Kiss Them For Me will always call to my memory the hallways of junior high.
I had bought an oversized Siouxsie and the Banshees tee based solely on my love for this exotic 120 minutes hit (which, of course I owned in cassingle format).
A really cool mom schooled me on Siouxsies’ history when she saw me wearing it (that mom later got arrested for running a brothel, but was super nice, had the kindest son and is the reason I knew about the origins of punk when I did).
This 90’s comeback which featured a very sexy Siouxsie in sequins and champagne video is perfect listening for those pining for the best the 90’s had to offer (aside from naive optimism and allowances from our parents.)
I vividly remember listening to Come on Pilgrim with headphones in my room after receiving it as a birthday present and being absolutely thrilled by the lyric “you are the son of a motherfucker”. Ha! Foul language and my parents would have no idea!
Beyond that, The Pixies were just game changing for me. Rock music sounded new and different and that old stuff just didn’t work anymore.
The Pixies were angry, whiny, melodic, silly, serious, inventive, and straight forward all at once. Only an underground band at first that only got air time on college radio is now considered “classic” even by old classmates that wouldn’t have been caught dead at the time.
Come on Pilgrim is still one of my favorites and the band’s first rough release. It still packs a primal punch and there’s not a bad song on it.
It’s hard to write about an album that’s kind of been with me for so long and is so familiar but if you somehow missed this one, it’s a must.
All the elements that would propel the band first to the top of the college charts and then onward and upward to the real big time when they signed with Warner Brothers (the first time, back in 1988 and then again, for like $80 million, in 1996) are pretty much fully formed: Peter Buck’s signature urgent, jangly guitar tone, Stipe’s mumbly and oblique lyrics, Mike Mills’s thoughtful – even occasionally playful – bass lines, and Bill Berry’s masterful fills would serve the band well up to the release of Document; and that’s partially what’s so wild about this record: the point of view comes across so complete, so… so wholly developed that the only other debut recording I can draw a comparison to is that of another jangly-toned guitar player and enigmatic front man.
The first two tracks have always been favorites of mine with Stumble edging out Wolves, Lower as a song I can listen to over, and over, and over again – and they’re both overlong, which is something I absolutely love about them. Mitch Easter‘s ahead-of-their time production techniques (weird sound-scape breakdowns with almost Native Americany undertones) and the insistent mystery these songs evoke make them endlessly re-playable pieces of pop music – even with the advent of online lyric databases, the meaning of these songs still eludes me.
The images below/after the jump harken back to a special time when buttoning your top button was totally de rigueur.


[Problem details] Return every line from the records below in which the word "title" is found.

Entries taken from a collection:
- - - - -
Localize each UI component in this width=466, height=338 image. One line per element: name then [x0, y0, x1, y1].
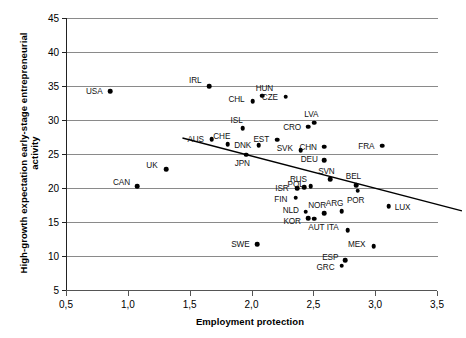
data-point-label: POR	[347, 195, 364, 204]
y-axis-tick-label: 25	[48, 149, 59, 160]
x-axis-tick	[252, 291, 253, 296]
data-point-marker	[240, 126, 245, 131]
data-point-label: DEU	[301, 155, 318, 164]
gridline	[67, 18, 438, 19]
y-axis-tick-label: 30	[48, 115, 59, 126]
data-point-label: KOR	[283, 216, 300, 225]
data-point-marker	[380, 144, 385, 149]
x-axis-title: Employment protection	[60, 316, 440, 327]
data-point-label: JPN	[235, 158, 250, 167]
gridline	[67, 222, 438, 223]
y-axis-tick-label: 5	[53, 285, 59, 296]
gridline	[67, 154, 438, 155]
data-point-marker	[275, 137, 280, 142]
x-axis-tick	[437, 291, 438, 296]
data-point-marker	[207, 84, 212, 89]
x-axis-tick	[190, 291, 191, 296]
x-axis-tick-label: 3,0	[368, 299, 382, 310]
y-axis-title-line2: activity	[29, 136, 40, 170]
gridline	[67, 86, 438, 87]
data-point-marker	[386, 204, 391, 209]
data-point-label: DNK	[234, 141, 251, 150]
data-point-marker	[284, 95, 289, 100]
data-point-marker	[322, 144, 327, 149]
data-point-label: AUT	[308, 222, 324, 231]
y-axis-tick	[62, 120, 67, 121]
x-axis-tick-label: 1,0	[121, 299, 135, 310]
x-axis-tick-label: 3,5	[430, 299, 444, 310]
data-point-label: BEL	[346, 172, 361, 181]
data-point-label: USA	[86, 87, 103, 96]
data-point-marker	[293, 195, 298, 200]
data-point-label: SWE	[231, 240, 249, 249]
data-point-marker	[135, 184, 140, 189]
y-axis-tick-label: 10	[48, 251, 59, 262]
data-point-label: UK	[146, 160, 157, 169]
data-point-label: NLD	[283, 205, 299, 214]
data-point-marker	[328, 177, 333, 182]
data-point-label: LUX	[395, 203, 411, 212]
data-point-label: SVN	[318, 167, 335, 176]
x-axis-tick-label: 2,0	[245, 299, 259, 310]
y-axis-tick	[62, 86, 67, 87]
data-point-marker	[355, 188, 360, 193]
y-axis-tick-label: 40	[48, 47, 59, 58]
y-axis-tick	[62, 188, 67, 189]
data-point-label: FRA	[358, 141, 374, 150]
y-axis-tick-label: 15	[48, 217, 59, 228]
data-point-marker	[312, 120, 317, 125]
data-point-label: CRO	[283, 122, 301, 131]
data-point-label: ITA	[327, 223, 339, 232]
x-axis-tick-label: 1,5	[183, 299, 197, 310]
data-point-marker	[345, 228, 350, 233]
y-axis-tick-label: 35	[48, 81, 59, 92]
data-point-label: CHN	[299, 142, 316, 151]
y-axis-title: High-growth expectation early-stage entr…	[18, 18, 40, 288]
y-axis-tick	[62, 154, 67, 155]
gridline	[67, 188, 438, 189]
data-point-label: FIN	[274, 194, 287, 203]
data-point-label: CHL	[228, 94, 244, 103]
x-axis: 0,51,01,52,02,53,03,5	[66, 290, 437, 291]
y-axis-tick	[62, 256, 67, 257]
data-point-marker	[371, 244, 376, 249]
data-point-marker	[308, 184, 313, 189]
data-point-label: ARG	[326, 199, 343, 208]
data-point-marker	[339, 263, 344, 268]
data-point-label: ISL	[231, 116, 243, 125]
data-point-label: EST	[253, 134, 269, 143]
data-point-label: HUN	[256, 83, 273, 92]
y-axis-tick	[62, 18, 67, 19]
y-axis-tick-label: 45	[48, 13, 59, 24]
data-point-marker	[250, 99, 255, 104]
data-point-marker	[343, 258, 348, 263]
data-point-label: CHE	[213, 132, 230, 141]
x-axis-tick-label: 2,5	[306, 299, 320, 310]
data-point-marker	[354, 183, 359, 188]
gridline	[67, 120, 438, 121]
data-point-marker	[322, 158, 327, 163]
data-point-marker	[256, 143, 261, 148]
data-point-marker	[339, 209, 344, 214]
x-axis-tick	[375, 291, 376, 296]
data-point-label: AUS	[187, 135, 204, 144]
data-point-marker	[108, 89, 113, 94]
y-axis-tick	[62, 222, 67, 223]
data-point-label: NOR	[308, 201, 326, 210]
data-point-label: POL	[288, 179, 304, 188]
data-point-marker	[306, 125, 311, 130]
data-point-marker	[244, 152, 249, 157]
data-point-marker	[164, 167, 169, 172]
data-point-label: MEX	[348, 240, 365, 249]
gridline	[67, 52, 438, 53]
x-axis-tick	[66, 291, 67, 296]
data-point-label: LVA	[304, 109, 318, 118]
data-point-marker	[255, 242, 260, 247]
x-axis-tick	[313, 291, 314, 296]
trendline	[133, 36, 466, 308]
data-point-label: SVK	[277, 143, 293, 152]
y-axis-title-line1: High-growth expectation early-stage entr…	[18, 32, 29, 273]
data-point-label: CZE	[262, 92, 278, 101]
y-axis-tick	[62, 52, 67, 53]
- - - - -
[Answer space]
x-axis-title: Employment protection	[60, 316, 440, 327]
y-axis-title-line2: activity	[29, 136, 40, 170]
y-axis-title: High-growth expectation early-stage entr…	[18, 18, 40, 288]
y-axis-title-line1: High-growth expectation early-stage entr…	[18, 32, 29, 273]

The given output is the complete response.